Sub-prime idiots

Well, well. I go on holiday and look what happens when my back was turned: a full-blown financial panic. The thing that always baffles me about stock and securities markets is the recklessness of their participants. It was obvious to the meanest intelligence years ago that the US sub-prime racket was nuts because it involved lending money to people whom you knew would not be able to repay it. And now it seems that the entire western banking system was actually turning a blind eye to this obvious fact and absorbing the associated risk. And central banks are pouring money on the flames in the hope of dousing the fire.

Another funny fact about the financial services industries: they want to be free of government interference — except when they screw up, when they expect governments and central bankers to bail them out. As the Guardian put it in a Leader today:

Financiers constantly tell the rest of us to leave them alone. The best regulation, we are told, is the lightest regulation; any more and they will take their ball and will play elsewhere. Apart from when they are in trouble, that is, and then the chaps in the City and on Wall Street sound so interventionist they might as well be speaking French.

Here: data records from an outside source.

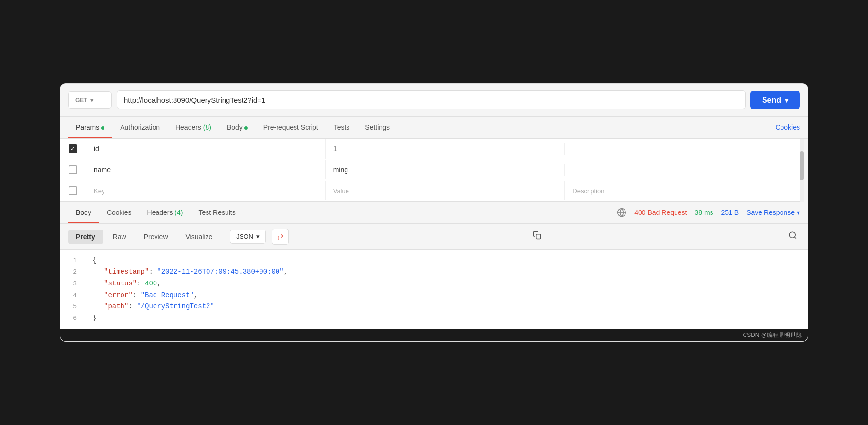  Describe the element at coordinates (72, 284) in the screenshot. I see `line-num-3: 3` at that location.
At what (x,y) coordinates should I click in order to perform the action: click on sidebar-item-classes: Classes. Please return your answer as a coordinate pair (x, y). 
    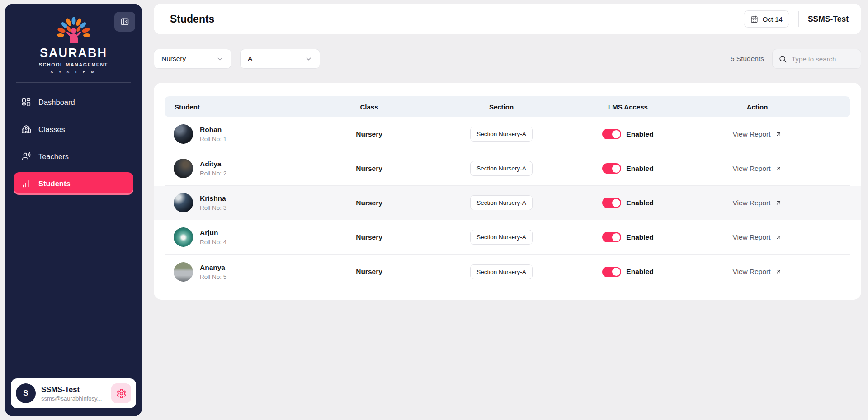
    Looking at the image, I should click on (73, 129).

Gavyn Davies (ex Goldman Sachs) writes in the same vein:

It all started in the US, where mortgage lending to low-grade borrowers remained absurdly excessive, even after the housing market peaked in mid-2005. With housing in a state of freefall, many of these so-called sub-prime mortgages went under, and the hedge funds that had placed large bets on the health of these debtors were under water too. The Federal Reserve, the US central bank and a crucial regulator, will face serious questions about why it allowed this leverage to build up. Ever since the days of its former chief, Alan Greenspan, the Fed has been far too willing to permit the financial sector to build excessive risks and then to bail out the failing institutions by easing monetary policy when the proverbial hits the fan. Ben Bernanke, Greenspan’s successor, needs to rethink this strategy, but he has a crisis to handle first.

Does it matter? Alas, yes: our pensions are mixed up in this somewhere.